House debates

Thursday, 24 October 2019

Constituency Statements

North Sydney Electorate: Hunters Hill Theatre

10:15 am

Photo of Trent ZimmermanTrent Zimmerman (North Sydney, Liberal Party) Share this | | Hansard source

Today I rise to mark the 90th year of one of the most enduring community based cultural institutions in the North Sydney electorate: the Hunters Hill Theatre. In fact, the theatre lays claim to being the oldest continuous community theatre on the Australian mainland, only pipped at the post by one other in Tasmania. As all of us know, the performing arts have been an essential and constant part of almost all human cultures for thousands of years. Drama was enjoyed most famously in our annals by the ancient Greeks thousands of years ago, and to this day it entrances, intrigues and explores the human condition. It is this great tradition which is carried on by the Hunters Hill Theatre, making it an intrinsic part of the Hunters Hill community and the broader region.

I recently had the pleasure of attending the launch of the theatre's 2020 season and I was enormously impressed by the energy, enthusiasm and professionalism of the theatre. I look forward to attending some of their productions next year, which, appropriately for such an anniversary year, starts with the world's longest-running play, The Mousetrap.

I would also like to acknowledge some of the people who have made the continued operation and success of the Hunters Hill Theatre possible. These include current president Christopher Hamilton and past presidents Maggie Scott, Lynn Trainor, Penny Church, Coralie Fraser and Andrew Redfern; public officer Tony Clifford; and life member Gai Shannon.

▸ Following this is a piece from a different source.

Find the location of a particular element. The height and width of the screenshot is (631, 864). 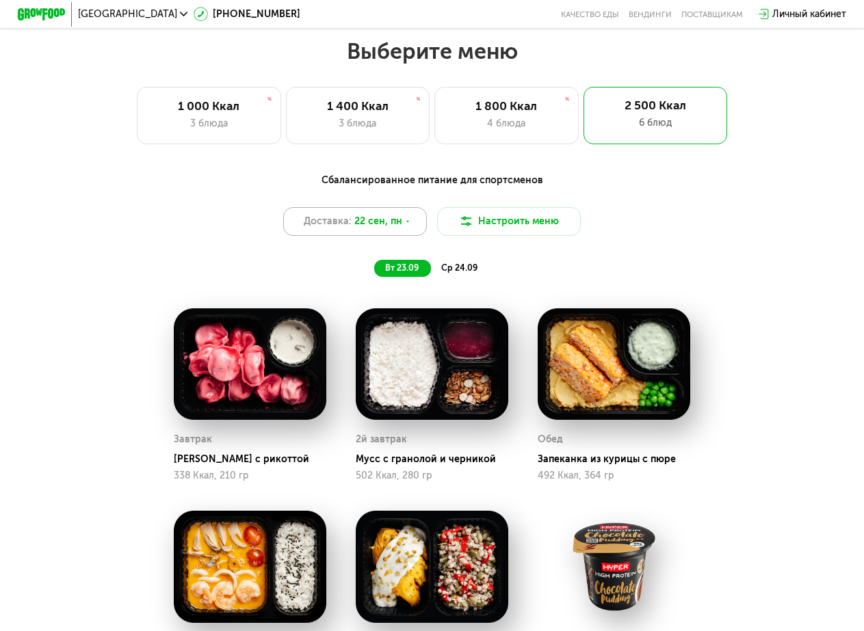

span: ср 24.09 is located at coordinates (459, 267).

In the 1920s a small play-reading circle was formed as a result of the inspiration from a Ms Jeanie Ranken, who was well known in Sydney's theatrical circles at the time and who wanted her godchild, Nora Murray Prior, 'to become familiar with the literature she should not otherwise read'. The original group took the form of a drawing room reading circle of a small group of friends who began to meet in each other's homes for the purpose of reading plays. The decision to read plays was the result of the fact that an amateur cast could not, apparently, be expected to learn lines for a schedule of monthly performances. Some of the earliest plays read by the club were excerpts from Jane Austen's Pride and Prejudice, and other plays that were read during this early time included Mr. Pim Passes By, by A A Milne, and writings by Oscar Wilde, George Bernard Shaw, Yeats and Irvine.

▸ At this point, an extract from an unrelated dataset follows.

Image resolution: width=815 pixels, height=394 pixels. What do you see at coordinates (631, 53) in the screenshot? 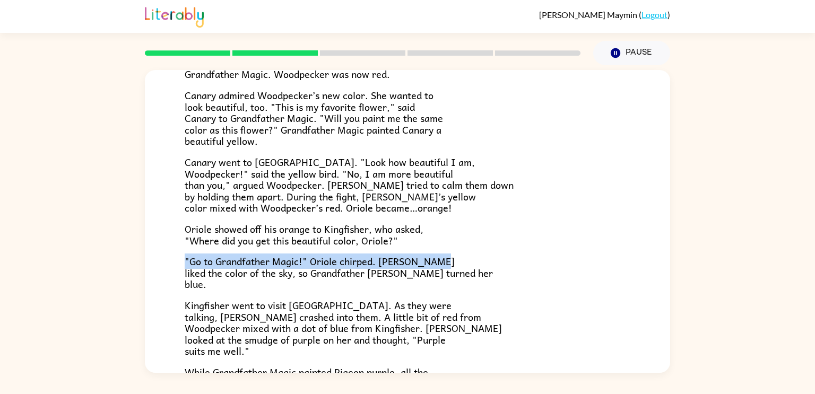
I see `button: Pause` at bounding box center [631, 53].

Since that time, the club has gone from strength to strength. For a number of years the theatre was based on St John's Parish. Tragically, the theatre lost almost all of its costumes, props and club records when vandals set fire to the parish hall in 1993, forcing the theatre to move to an adjoining church, where it remained until 2016. The club is now settled in Hunters Hill Town Hall. Today the Hunters Hill Theatre is a thriving community based organisation. For the last 36 years, the theatre has staged four productions a year, which is an incredible achievement for an amateur community organisation.

I want to congratulate everyone who has been involved in the Hunters Hill Theatre over the last 90 years. May the theatre entertain, delight and stir a love for drama in future generations of locals for many more years to come.